Given what I know of politics, I am somewhat at a loss as to how a voter can support a candidate based on "values," such as integrity, without also demanding a moral compass in campaigning. I'm speaking in a candidate against the reality of most political campaigns.

Some voters do seem to really feel that they are right and everyone else is damned, so the heck with them. U.S. News has several interesting articles in this week's issue. One article notes, "'There's a sense among many Republicans that their stands on the issues aren't just about better policy choices; they're matters of personal morality and principle,' says Bill Chaloupka, a political scientist atColorado State University. 'So anyone who disagrees with you isn't just disagreeing, they're insulting your core values and threatening your way of life.'" See the two articles and the two sidebar pieces at these four links:
http://www.usnews.com/usnews/issue/041025/usnews/25angry.htm
and
http://www.usnews.com/usnews/issue/041025/usnews/25angry.b.htm
and
http://www.usnews.com/usnews/issue/041025/usnews/25divided.htm
and
http://www.usnews.com/usnews/issue/041025/usnews/25divided.b.htm

The thinking the article attributes to some Republicans is foreign to me, despite the fact that between 1972 and 2000 I have voted for the Republican for President in every election but one. (You'll never be able to guess the one in which I voted for the Democrat.) Of course, I am not revealing whom I am voting for this year.

In applying the U.S. News standards on page 37 of the magazine, I come across as a hybrid of red state voter (regular church goer) and blue state voter (live and let live, God loves everybody) characteristics. I am not an absolutist, I believe in pluralism, respect for opposing opinions, learning from dissent, etc. I really am a centrist.

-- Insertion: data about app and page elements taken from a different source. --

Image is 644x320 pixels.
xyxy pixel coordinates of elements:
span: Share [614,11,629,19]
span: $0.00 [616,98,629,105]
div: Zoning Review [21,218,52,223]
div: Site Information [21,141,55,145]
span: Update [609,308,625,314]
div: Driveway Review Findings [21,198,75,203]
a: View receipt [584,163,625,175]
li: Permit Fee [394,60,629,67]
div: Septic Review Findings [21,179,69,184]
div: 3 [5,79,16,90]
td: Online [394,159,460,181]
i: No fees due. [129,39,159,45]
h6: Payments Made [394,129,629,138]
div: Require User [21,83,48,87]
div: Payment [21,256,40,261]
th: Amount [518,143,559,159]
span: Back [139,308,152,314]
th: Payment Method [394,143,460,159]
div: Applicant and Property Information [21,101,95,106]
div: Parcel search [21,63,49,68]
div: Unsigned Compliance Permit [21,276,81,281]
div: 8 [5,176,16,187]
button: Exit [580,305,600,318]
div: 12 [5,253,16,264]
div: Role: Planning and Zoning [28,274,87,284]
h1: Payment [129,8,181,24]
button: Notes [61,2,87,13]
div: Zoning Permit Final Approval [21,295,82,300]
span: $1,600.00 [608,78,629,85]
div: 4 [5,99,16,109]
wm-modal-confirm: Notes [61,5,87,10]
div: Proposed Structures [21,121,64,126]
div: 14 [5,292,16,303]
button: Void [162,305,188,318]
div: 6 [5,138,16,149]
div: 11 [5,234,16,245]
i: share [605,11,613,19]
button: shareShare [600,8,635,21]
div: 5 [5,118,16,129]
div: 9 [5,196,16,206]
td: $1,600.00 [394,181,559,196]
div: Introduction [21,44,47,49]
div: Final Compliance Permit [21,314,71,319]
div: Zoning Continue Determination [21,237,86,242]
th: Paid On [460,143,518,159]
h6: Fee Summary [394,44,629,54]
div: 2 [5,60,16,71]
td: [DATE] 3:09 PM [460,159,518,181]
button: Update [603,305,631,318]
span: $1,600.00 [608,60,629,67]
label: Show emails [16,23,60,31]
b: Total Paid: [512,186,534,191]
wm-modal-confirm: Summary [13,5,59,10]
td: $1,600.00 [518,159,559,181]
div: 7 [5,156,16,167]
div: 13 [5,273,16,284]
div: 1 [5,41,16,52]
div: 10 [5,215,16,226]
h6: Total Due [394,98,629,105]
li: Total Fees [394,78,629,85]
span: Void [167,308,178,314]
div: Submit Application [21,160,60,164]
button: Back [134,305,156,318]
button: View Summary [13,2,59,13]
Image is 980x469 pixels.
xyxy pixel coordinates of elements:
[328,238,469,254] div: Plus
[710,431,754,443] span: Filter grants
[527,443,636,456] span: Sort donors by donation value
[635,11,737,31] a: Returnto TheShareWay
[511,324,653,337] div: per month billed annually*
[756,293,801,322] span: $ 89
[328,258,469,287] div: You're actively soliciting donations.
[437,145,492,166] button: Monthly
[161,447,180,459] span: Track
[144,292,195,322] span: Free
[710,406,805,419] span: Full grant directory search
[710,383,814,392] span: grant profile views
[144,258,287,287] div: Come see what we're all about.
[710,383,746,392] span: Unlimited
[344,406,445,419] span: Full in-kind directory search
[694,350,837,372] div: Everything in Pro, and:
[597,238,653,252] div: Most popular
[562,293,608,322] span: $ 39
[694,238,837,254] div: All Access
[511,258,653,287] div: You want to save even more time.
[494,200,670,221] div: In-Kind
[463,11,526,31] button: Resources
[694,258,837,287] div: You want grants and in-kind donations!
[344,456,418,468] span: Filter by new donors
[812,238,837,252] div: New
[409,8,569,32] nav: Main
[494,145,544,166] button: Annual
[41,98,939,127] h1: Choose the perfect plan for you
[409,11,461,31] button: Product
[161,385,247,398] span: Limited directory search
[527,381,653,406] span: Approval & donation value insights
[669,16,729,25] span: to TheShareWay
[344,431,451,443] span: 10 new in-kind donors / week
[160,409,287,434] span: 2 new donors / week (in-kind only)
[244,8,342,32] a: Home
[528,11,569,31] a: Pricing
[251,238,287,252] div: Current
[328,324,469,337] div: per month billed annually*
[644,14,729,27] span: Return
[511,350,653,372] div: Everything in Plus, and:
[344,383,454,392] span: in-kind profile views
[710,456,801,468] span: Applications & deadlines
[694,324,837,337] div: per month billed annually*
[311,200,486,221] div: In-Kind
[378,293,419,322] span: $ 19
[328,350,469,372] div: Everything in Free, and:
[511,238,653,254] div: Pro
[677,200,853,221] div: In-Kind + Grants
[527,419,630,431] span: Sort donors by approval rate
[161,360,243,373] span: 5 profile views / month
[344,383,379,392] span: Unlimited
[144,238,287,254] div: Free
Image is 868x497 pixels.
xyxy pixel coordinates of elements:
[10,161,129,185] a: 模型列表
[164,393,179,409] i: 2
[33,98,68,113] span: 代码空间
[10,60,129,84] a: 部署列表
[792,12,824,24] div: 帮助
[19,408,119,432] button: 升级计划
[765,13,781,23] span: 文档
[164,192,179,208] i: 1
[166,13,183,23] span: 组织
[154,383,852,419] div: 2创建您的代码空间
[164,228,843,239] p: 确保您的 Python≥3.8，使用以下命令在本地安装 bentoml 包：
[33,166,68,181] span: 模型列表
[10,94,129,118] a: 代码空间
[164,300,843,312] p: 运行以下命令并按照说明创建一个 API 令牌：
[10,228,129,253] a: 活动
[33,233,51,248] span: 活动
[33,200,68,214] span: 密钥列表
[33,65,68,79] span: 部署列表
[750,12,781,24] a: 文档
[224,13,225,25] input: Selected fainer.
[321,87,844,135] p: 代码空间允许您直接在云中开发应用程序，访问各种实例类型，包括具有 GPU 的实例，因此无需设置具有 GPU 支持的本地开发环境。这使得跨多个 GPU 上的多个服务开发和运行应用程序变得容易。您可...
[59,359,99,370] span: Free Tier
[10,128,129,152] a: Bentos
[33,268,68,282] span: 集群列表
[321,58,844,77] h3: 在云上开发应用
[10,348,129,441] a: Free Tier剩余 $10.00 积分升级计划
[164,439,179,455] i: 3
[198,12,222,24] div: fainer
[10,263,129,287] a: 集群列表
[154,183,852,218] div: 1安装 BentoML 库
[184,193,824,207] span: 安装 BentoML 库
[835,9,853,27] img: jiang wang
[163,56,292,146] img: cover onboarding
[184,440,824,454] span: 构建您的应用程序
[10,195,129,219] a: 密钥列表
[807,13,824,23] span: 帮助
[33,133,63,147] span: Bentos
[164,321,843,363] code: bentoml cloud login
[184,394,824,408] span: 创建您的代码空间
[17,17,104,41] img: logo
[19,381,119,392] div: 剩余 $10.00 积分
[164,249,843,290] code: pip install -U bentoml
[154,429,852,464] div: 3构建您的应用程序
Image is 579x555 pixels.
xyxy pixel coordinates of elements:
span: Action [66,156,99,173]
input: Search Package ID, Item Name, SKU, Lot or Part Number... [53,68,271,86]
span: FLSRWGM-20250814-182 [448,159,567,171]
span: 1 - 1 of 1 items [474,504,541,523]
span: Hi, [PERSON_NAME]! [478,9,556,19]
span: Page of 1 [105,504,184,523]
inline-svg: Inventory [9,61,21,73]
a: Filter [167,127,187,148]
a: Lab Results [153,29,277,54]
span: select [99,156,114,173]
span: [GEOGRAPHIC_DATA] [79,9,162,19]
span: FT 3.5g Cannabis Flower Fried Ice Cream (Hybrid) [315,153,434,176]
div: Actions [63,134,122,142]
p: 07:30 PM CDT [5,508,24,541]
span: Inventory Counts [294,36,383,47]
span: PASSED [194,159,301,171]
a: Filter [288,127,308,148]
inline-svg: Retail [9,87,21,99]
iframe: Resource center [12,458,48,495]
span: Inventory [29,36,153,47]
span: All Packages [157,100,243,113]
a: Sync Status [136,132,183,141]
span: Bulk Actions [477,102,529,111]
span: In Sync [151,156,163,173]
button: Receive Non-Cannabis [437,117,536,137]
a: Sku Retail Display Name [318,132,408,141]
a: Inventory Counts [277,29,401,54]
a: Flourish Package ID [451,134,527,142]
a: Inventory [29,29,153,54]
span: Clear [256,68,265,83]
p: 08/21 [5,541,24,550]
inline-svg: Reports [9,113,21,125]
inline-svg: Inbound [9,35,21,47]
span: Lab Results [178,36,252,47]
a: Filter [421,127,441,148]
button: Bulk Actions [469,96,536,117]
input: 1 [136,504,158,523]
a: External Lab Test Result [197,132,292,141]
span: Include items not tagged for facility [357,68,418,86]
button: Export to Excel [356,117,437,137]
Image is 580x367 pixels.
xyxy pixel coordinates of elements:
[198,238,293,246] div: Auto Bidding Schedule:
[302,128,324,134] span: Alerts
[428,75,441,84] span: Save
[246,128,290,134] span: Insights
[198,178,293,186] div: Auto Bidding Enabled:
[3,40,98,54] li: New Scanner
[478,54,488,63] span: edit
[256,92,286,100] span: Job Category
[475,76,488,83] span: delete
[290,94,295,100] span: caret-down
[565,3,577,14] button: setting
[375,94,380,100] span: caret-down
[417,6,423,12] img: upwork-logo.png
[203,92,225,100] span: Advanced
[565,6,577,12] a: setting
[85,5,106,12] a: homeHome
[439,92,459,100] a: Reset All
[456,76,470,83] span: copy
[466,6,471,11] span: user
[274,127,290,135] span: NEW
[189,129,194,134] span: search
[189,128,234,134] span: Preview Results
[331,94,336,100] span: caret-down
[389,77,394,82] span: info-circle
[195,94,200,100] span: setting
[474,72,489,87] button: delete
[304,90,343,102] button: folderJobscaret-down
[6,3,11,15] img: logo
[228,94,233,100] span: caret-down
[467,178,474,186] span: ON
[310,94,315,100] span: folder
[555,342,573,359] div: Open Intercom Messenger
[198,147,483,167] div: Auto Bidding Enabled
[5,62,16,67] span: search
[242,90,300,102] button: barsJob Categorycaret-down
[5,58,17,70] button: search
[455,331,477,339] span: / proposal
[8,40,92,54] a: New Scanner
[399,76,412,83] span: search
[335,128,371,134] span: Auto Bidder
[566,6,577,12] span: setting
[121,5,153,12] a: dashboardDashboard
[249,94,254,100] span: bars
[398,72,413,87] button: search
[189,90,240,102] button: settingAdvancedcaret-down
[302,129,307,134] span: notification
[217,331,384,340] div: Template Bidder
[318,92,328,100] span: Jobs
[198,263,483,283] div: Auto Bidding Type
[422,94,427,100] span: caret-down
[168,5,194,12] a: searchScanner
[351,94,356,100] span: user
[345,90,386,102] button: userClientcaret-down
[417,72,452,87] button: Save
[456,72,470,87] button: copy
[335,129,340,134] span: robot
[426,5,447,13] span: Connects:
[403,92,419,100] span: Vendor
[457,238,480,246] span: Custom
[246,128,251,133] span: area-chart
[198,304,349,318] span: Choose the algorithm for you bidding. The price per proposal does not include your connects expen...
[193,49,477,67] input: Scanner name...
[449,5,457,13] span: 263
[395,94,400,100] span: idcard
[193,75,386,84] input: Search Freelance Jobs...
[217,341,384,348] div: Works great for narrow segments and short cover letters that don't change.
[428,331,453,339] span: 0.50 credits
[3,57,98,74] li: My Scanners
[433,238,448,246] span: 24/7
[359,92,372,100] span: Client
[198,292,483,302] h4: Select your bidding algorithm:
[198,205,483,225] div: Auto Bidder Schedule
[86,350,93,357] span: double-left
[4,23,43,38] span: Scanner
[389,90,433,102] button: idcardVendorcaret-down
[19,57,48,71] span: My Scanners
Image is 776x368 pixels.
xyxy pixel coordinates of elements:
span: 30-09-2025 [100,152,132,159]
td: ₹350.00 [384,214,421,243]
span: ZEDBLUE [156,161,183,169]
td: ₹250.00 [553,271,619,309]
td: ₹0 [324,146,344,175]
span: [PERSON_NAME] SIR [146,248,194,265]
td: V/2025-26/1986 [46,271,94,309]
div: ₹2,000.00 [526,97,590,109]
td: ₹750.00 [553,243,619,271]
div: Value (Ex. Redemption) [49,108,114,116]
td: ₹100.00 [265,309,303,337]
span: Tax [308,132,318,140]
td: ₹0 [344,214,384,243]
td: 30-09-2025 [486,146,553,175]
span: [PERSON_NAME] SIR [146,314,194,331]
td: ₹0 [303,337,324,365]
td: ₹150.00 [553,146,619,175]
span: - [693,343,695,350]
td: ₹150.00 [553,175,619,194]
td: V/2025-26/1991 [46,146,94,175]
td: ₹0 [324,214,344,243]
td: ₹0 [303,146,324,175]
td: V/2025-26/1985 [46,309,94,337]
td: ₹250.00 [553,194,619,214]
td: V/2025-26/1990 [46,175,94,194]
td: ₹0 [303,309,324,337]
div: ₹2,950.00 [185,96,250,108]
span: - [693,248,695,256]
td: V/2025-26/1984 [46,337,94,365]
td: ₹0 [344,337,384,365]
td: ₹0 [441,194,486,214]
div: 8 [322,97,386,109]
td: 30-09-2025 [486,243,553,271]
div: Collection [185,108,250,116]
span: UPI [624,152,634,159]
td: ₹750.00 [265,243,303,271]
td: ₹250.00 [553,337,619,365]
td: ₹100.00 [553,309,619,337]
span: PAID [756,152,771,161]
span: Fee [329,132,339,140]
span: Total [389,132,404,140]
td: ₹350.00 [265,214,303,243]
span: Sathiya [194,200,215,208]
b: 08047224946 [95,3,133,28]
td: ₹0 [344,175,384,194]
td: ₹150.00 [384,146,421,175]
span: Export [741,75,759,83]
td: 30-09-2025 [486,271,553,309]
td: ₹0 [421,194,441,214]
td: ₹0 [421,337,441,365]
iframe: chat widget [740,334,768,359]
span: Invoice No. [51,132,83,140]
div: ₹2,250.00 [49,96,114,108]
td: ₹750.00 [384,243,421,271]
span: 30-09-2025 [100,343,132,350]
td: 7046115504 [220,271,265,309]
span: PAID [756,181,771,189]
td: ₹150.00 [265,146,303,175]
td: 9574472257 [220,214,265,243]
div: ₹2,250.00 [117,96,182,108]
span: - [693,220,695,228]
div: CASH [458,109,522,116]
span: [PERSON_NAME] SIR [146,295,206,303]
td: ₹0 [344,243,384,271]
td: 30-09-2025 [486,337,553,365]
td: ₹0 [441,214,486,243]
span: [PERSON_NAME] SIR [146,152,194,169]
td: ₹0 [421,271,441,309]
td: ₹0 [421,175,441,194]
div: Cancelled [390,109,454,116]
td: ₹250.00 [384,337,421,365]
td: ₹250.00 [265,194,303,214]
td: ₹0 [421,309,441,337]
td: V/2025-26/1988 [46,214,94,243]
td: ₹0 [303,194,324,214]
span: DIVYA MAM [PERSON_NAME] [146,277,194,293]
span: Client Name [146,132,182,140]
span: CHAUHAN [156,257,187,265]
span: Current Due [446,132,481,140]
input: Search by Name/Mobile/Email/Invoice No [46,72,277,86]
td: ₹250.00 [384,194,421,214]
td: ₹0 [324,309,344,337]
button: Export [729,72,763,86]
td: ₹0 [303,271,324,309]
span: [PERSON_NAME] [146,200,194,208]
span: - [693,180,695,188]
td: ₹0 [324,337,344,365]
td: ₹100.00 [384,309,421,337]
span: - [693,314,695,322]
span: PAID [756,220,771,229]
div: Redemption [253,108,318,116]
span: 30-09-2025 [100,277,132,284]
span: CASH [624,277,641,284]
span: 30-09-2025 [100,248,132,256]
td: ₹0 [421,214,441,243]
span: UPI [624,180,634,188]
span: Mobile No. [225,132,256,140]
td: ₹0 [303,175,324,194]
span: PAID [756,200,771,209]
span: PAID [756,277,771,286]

Most of my friends are like me, tolerant, live and let live types, whether they call themselves Democrat or Republican. But I know of one person who is voting only on a single issue (abortion). She focuses on the fact that the lives of the innocent unborn are precious, period. What about other lives? Asked about the deaths of Iraqi civilians in the war, she says they don't matter because "those people aren't going to Heaven anyway." The deaths of soldiers which might have been lower had the war been better planned? "That's what they are paid to do." Executions? "Those people are all guilty so who cares." Issues such as Iraq, nuclear proliferation, the deficit, etc. are not on that person's radar screen, it all comes down to abortion. But, that voter is just as entitled to vote as you or I.


Oscar Chamberlain - 10/20/2004

.


Oscar Chamberlain - 10/20/2004

I wonder if this will spread through the mainstream media?

I have had my doubts about some of my friends more conpsiratorial thoughts about TV news. "Corporations in Bush's pocket." That sort of thing.

but if this doesn't make the rounds, I may reconsider.